Glittering prospect ... but I suspect that if it comes to that fork in the road, the political class will throw some of its members under the wheels for additional traction and take the other option, even if it only gets them a few more miles down the road in the driver's seat:


Think it can't happen here? Think again.

Nationally, 21.5% of mortgaged homes are "underwater," i.e. in negative equity -- the buyers owe more on the mortgage than they'd reasonably expect to get for the home if they sold it.

That's the average.

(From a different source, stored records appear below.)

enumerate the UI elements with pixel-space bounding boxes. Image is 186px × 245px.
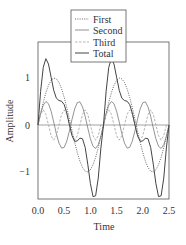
y-tick-label: 1 — [25, 72, 30, 83]
legend-label-third: Third — [93, 37, 115, 48]
x-tick-label: 1.5 — [110, 205, 123, 216]
x-tick-label: 2.0 — [137, 205, 150, 216]
legend: First Second Third Total — [71, 10, 126, 62]
y-axis-label: Amplitude — [4, 99, 15, 142]
legend-label-second: Second — [93, 25, 122, 36]
y-tick-label: 0 — [25, 120, 30, 131]
x-tick-label: 2.5 — [163, 205, 176, 216]
x-tick-label: 0.5 — [58, 205, 71, 216]
legend-label-total: Total — [93, 48, 114, 59]
series-layer — [38, 59, 169, 197]
series-line-total — [38, 59, 169, 197]
x-axis-label: Time — [94, 221, 115, 232]
y-tick-label: −1 — [19, 166, 30, 177]
legend-label-first: First — [93, 14, 112, 25]
amplitude-chart: 1 0 −1 0.0 0.5 1.0 1.5 2.0 2.5 Time Ampl… — [0, 0, 186, 245]
x-tick-label: 1.0 — [84, 205, 97, 216]
x-tick-label: 0.0 — [32, 205, 45, 216]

Try 2/3 of homes in the Phoenix, Arizona area, nearly 3/4 in Las Vegas and, a friend tells me (I don't have a sourced stat for you on it), 46% in the state of Florida.

A lot of people are at the point of showing the banks their middle fingers and walking away, credit scores be damned. And now it looks like many of them may not have to:

The banksters got sloppy -- maybe even criminally dishonest -- with the paperwork. They're running into troubles with foreclosures as a result, and President Obama just vetoed a bill rammed through Congress for the purpose of slipping them a free pass.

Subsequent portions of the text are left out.